A fascinating tale of detection and revenge, The Rector and the Rogue uncovers for the first time the trail of celebrated Victorian trickster "Gentleman Joe"the mysterious con-man whose innumerable identities, wild fabrications, baffling motives, and international trail of chaos would lead to one of the most bizarre criminal cases of the 19th century.
Synopsis
In 1880 the Reverend Dr. Morgan Dix was rector of wealthy Trinity Parish in New York City. A High Churchman, Dix was an able and admirable man, with little humor. His troubles began on the morning of February 18 when a representative of the Acme Safe Company arrived, summoned, he said, by Dr.

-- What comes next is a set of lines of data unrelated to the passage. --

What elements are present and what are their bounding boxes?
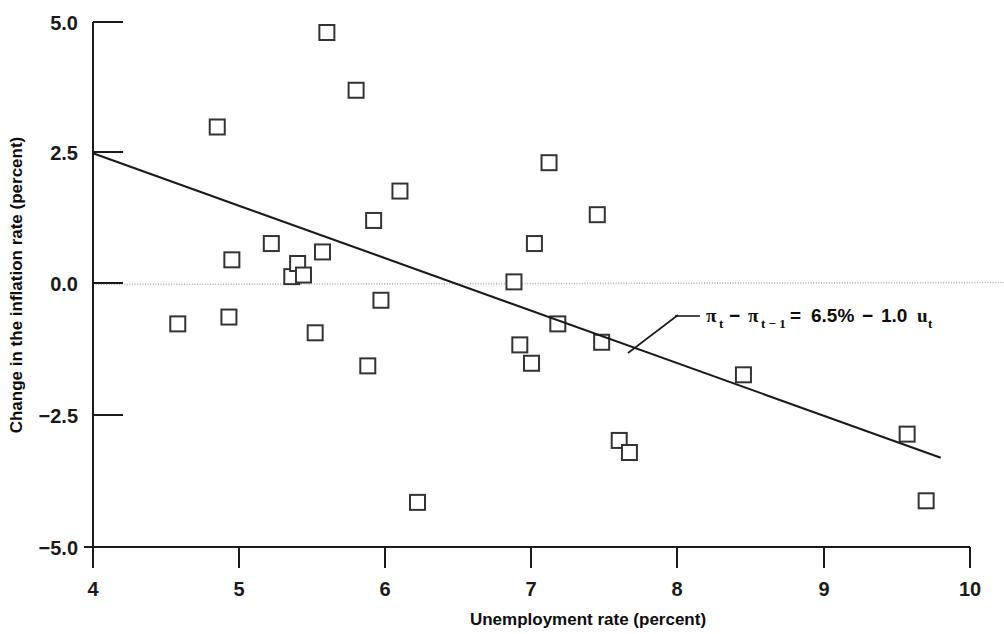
equation-value-2: 1.0	[881, 305, 907, 326]
data-point-marker	[210, 120, 225, 135]
x-tick-label-2: 6	[379, 578, 390, 600]
data-point-marker	[919, 493, 934, 508]
equation-minus-2: −	[862, 305, 873, 326]
annotation-leader-line	[628, 315, 678, 353]
x-tick-label-4: 8	[671, 578, 682, 600]
data-point-marker	[221, 310, 236, 325]
equation-subscript-3: t	[928, 316, 933, 331]
x-axis-ticks	[93, 547, 970, 568]
data-point-marker	[590, 207, 605, 222]
data-point-marker	[296, 268, 311, 283]
data-point-marker	[622, 445, 637, 460]
y-tick-label-2: 0.0	[50, 273, 78, 295]
chart-svg: 5.0 2.5 0.0 −2.5 −5.0 4 5 6 7 8 9 10 Une…	[0, 0, 1004, 634]
data-point-marker	[224, 252, 239, 267]
data-point-marker	[392, 184, 407, 199]
y-axis-title: Change in the inflation rate (percent)	[7, 137, 26, 434]
equation-value-1: 6.5%	[811, 305, 854, 326]
data-point-marker	[736, 367, 751, 382]
data-point-marker	[900, 427, 915, 442]
equation-pi-2: π	[748, 305, 759, 326]
equation-equals: =	[790, 305, 801, 326]
data-point-group	[170, 25, 933, 510]
x-tick-label-1: 5	[233, 578, 244, 600]
data-point-marker	[366, 213, 381, 228]
data-point-marker	[524, 356, 539, 371]
data-point-marker	[315, 244, 330, 259]
zero-reference-line	[93, 283, 1004, 285]
data-point-marker	[527, 236, 542, 251]
y-axis-ticks	[93, 22, 123, 547]
equation-subscript-1: t	[719, 316, 724, 331]
data-point-marker	[308, 325, 323, 340]
data-point-marker	[264, 236, 279, 251]
x-axis-title: Unemployment rate (percent)	[470, 610, 706, 629]
data-point-marker	[319, 25, 334, 40]
equation-subscript-2: t − 1	[761, 316, 786, 331]
equation-pi-1: π	[706, 305, 717, 326]
data-point-marker	[360, 358, 375, 373]
x-tick-label-5: 9	[818, 578, 829, 600]
y-tick-label-3: −2.5	[39, 405, 78, 427]
data-point-marker	[512, 337, 527, 352]
regression-equation-annotation: π t − π t − 1 = 6.5% − 1.0 u t	[706, 305, 933, 331]
data-point-marker	[373, 293, 388, 308]
x-tick-label-3: 7	[525, 578, 536, 600]
equation-minus-1: −	[729, 305, 740, 326]
x-tick-label-0: 4	[87, 578, 99, 600]
phillips-curve-scatter-chart: 5.0 2.5 0.0 −2.5 −5.0 4 5 6 7 8 9 10 Une…	[0, 0, 1004, 634]
y-tick-label-1: 2.5	[50, 142, 78, 164]
y-tick-label-0: 5.0	[50, 12, 78, 34]
x-tick-label-6: 10	[959, 578, 981, 600]
data-point-marker	[349, 83, 364, 98]
data-point-marker	[506, 274, 521, 289]
y-tick-label-4: −5.0	[39, 537, 78, 559]
data-point-marker	[410, 495, 425, 510]
equation-u-variable: u	[917, 305, 928, 326]
data-point-marker	[542, 155, 557, 170]
data-point-marker	[170, 316, 185, 331]
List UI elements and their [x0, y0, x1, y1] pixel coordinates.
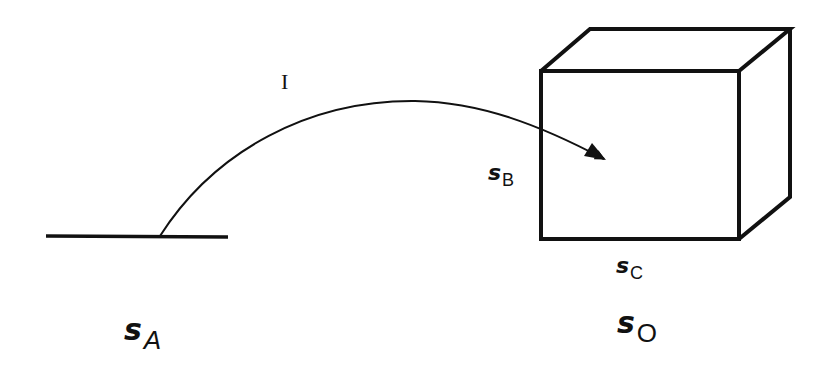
label-s-o-symbol: s: [617, 305, 635, 340]
label-s-o-subscript: O: [637, 318, 657, 348]
label-s-b-symbol: s: [488, 160, 501, 185]
box-object: [541, 29, 790, 239]
arrowhead-icon: [584, 143, 606, 160]
box-side-face: [739, 29, 790, 239]
box-top-face: [541, 29, 790, 71]
path-label-i: I: [281, 69, 288, 95]
label-s-c: sC: [616, 253, 643, 278]
label-s-a-symbol: s: [124, 312, 142, 347]
trajectory-arrow: [160, 101, 604, 236]
label-s-b-subscript: B: [502, 170, 514, 190]
label-s-a-subscript: A: [144, 325, 161, 355]
label-s-a: sA: [124, 312, 161, 347]
label-s-b: sB: [488, 160, 514, 185]
box-front-face: [541, 71, 739, 239]
label-s-c-symbol: s: [616, 253, 629, 278]
label-s-o: sO: [617, 305, 657, 340]
surface-a-line: [46, 236, 228, 237]
label-s-c-subscript: C: [630, 263, 643, 283]
diagram-canvas: I sA sB sC sO: [0, 0, 827, 369]
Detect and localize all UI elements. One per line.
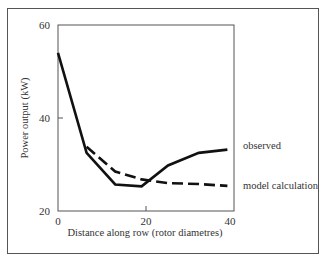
legend-model-calculation: model calculation xyxy=(243,180,319,191)
chart: 60 40 20 0 20 40 Distance along row (rot… xyxy=(0,0,327,260)
y-tick-label-60: 60 xyxy=(39,19,51,31)
y-tick-label-40: 40 xyxy=(39,112,51,124)
x-tick-label-0: 0 xyxy=(55,215,61,227)
series-line-observed xyxy=(58,53,227,186)
x-tick-label-40: 40 xyxy=(225,215,237,227)
x-axis-label: Distance along row (rotor diametres) xyxy=(67,227,223,239)
x-tick-label-20: 20 xyxy=(141,215,153,227)
y-tick-label-20: 20 xyxy=(39,205,51,217)
legend-observed: observed xyxy=(243,140,282,151)
y-axis-label: Power output (kW) xyxy=(19,77,31,159)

Dix. He was quickly followed by a teacher in a girls' school and a man leasing two horses for sale, both with letters from Dixwhich of course were forgeries. In the following weeks, wigmakers arrived, as did dancing teachers, dealers in used clothing, eminent clergymen and their wives dressed for lunch outingsall of them fraudulently invited.

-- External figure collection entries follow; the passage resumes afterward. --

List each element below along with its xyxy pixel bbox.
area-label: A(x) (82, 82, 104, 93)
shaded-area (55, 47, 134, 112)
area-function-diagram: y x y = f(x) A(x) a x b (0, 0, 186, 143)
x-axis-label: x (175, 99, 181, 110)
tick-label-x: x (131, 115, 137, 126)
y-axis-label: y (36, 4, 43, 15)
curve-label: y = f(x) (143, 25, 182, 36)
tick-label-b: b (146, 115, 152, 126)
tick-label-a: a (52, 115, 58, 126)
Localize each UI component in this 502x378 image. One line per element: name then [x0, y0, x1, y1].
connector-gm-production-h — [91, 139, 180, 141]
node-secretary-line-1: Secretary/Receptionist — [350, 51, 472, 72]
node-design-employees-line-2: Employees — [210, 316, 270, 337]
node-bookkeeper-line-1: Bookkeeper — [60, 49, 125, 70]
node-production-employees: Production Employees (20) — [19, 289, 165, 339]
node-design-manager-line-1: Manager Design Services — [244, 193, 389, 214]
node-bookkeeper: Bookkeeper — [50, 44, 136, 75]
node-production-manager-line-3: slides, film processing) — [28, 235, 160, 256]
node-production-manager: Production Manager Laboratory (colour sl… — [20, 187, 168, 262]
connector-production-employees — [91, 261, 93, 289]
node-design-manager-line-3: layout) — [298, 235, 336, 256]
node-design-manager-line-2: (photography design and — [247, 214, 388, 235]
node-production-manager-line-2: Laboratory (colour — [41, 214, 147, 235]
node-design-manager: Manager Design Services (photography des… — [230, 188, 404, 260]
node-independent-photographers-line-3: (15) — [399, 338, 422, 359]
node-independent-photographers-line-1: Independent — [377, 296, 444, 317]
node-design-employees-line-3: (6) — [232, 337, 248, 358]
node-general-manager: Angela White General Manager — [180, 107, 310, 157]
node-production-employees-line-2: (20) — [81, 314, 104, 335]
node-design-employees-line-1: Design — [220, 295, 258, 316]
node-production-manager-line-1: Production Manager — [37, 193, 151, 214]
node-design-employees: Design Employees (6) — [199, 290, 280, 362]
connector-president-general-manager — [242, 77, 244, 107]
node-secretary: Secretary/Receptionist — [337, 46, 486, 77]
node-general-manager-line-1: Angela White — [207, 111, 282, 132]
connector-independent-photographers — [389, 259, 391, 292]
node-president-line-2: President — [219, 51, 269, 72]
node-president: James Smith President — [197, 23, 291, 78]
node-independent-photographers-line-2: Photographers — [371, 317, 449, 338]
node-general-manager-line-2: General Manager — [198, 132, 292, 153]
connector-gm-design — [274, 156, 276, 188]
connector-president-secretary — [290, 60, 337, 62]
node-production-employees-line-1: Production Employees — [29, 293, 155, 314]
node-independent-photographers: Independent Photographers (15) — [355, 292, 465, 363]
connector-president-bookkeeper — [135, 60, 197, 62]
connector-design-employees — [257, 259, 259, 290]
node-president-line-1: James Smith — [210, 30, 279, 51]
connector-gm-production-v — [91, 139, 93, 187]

Meanwhile, the perpetrator began communicating with Dix, signing himself "Gentleman Joe." The New York Police and post-office officials were called in, and it was soon discovered that an Irish saloonkeeper was suffering the same harassment as Dix. Day by day the persecution became more ingenious and more harrowing, until they finally caught Gentleman Joe, who turned out to be a remarkable little man with a startling motive.
The story of it all is told by W.A. Swanberg, a Pulitzer Prize and National Book Awardwinning (and yet near-forgotten) biographer, and raconteur of the highest order.